Flogging a dead horse might put off the UK's famously animal-loving newspaper readership. But how about milking a cloned cow?
We may not yet be in silly season - despite the August dateline, news desks can busy themselves with devastating flooding in Pakistan, the diplomatic row between that country's leadership and 10 Downing Street, plus the environmental crisis in the Gulf of Mexico. Thus, we have not as yet been treated to this year's
Nonetheless, Parliament is in recess and most public relations practitioners have decamped from Soho to the beach. In such circumstances, putting out a newspaper becomes more difficult, and any reporter with a halfway decent story can expect to be instructed to "see if you can take it on" the following day.
Monday's papers were full of the New York Times's bizarre scoop about a cloned cow somewhere in the UK apparently producing milk for unwitting supermarket consumers.
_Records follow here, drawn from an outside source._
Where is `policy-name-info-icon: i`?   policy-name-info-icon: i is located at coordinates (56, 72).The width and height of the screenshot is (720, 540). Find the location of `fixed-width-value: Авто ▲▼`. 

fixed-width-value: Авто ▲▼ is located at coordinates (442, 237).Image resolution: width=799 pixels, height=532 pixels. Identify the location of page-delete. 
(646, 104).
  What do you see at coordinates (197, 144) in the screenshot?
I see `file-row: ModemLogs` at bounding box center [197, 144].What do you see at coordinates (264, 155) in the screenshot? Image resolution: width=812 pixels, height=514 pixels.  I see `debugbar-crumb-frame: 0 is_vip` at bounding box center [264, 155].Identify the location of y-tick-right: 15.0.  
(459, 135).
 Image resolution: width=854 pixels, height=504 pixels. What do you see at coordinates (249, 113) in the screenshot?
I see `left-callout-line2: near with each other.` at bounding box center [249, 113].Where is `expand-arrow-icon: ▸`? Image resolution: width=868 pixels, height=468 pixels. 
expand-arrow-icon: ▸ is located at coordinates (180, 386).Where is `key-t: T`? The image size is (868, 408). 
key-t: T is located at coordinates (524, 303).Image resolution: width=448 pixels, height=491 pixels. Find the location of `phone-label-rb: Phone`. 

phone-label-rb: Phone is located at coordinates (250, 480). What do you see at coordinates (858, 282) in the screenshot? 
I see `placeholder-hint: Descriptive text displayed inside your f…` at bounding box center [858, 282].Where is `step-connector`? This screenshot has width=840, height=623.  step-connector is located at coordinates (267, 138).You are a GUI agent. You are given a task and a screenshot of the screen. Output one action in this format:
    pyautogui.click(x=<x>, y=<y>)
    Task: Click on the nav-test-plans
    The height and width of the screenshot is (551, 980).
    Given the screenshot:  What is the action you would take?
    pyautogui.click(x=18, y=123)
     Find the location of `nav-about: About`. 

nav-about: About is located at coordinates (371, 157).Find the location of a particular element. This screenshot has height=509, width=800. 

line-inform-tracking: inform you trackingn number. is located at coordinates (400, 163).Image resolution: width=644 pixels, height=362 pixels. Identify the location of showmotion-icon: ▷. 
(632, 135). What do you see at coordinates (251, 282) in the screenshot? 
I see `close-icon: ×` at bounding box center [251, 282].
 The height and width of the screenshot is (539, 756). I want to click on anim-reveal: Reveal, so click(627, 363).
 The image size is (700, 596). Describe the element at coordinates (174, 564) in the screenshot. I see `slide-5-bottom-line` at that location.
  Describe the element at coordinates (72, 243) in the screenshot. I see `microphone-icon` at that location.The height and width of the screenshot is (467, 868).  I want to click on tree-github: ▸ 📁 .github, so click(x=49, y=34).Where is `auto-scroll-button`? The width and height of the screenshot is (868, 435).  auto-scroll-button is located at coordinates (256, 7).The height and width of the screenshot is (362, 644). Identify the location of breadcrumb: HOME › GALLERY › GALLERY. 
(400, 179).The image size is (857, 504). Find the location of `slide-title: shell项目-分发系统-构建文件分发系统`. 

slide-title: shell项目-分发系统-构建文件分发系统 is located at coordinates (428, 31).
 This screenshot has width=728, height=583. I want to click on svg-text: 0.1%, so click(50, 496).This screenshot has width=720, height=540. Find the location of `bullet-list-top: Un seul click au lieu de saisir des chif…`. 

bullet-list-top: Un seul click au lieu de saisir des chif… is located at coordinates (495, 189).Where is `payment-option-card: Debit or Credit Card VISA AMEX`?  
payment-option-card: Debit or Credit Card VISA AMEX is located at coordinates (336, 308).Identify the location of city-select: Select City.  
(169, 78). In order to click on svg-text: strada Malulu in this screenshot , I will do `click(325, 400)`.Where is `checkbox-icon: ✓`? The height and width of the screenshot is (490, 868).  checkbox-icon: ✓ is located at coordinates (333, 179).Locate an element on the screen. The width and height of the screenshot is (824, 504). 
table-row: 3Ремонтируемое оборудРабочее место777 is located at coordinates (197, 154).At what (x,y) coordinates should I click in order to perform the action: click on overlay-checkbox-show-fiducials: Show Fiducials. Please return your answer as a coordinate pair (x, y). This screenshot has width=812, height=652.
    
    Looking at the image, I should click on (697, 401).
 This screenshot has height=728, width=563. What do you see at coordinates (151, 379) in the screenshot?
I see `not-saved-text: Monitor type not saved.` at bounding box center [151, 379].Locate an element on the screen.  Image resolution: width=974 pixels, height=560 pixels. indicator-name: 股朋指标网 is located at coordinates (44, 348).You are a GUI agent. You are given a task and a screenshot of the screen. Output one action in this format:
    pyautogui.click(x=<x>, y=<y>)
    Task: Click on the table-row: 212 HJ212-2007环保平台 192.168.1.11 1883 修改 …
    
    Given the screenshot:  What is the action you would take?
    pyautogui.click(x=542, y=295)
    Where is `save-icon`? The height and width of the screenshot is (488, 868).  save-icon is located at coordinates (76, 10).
Having failed to positively identify said bovine, British science correspondents have a tricky task in getting another morning's worth of copy out of the tale.
Of course, they rise to the occasion. splashes the Daily Mail. Campaigners are warning that cloned cow meat will end up on British tables, asserts the Daily Telegraph. The Sun's features desk gets geneticist Robin Lovell-Badge to explain why he would happily knock back a glass of cloned cow's milk himself.
A valiant effort, given that no-one has yet actually held up the calf in question for our examination. If ever were a silk purse fashioned from a sow's ear - or, indeed, a cow's udder - it were today.
Nonetheless, an Eeyore-like groan of ennui emanates from the keyboard of the Mail's Richard Littlejohn. He wanted at least a month off writing about politicians, but ex-home secretary Jacqui Smith's application for a part-time post at the ´óÏó´«Ã½ Trust has compelled him to break his self-imposed embargo.
Is there really so little else to write about? Perhaps this year's Victor will soon be gazing down from the heavens. As Oscar Wilde would surely observe were he brought back from the dead and employed as Paper Monitor's holiday cover - we all may lie in the gutter, but some of us look in the stars.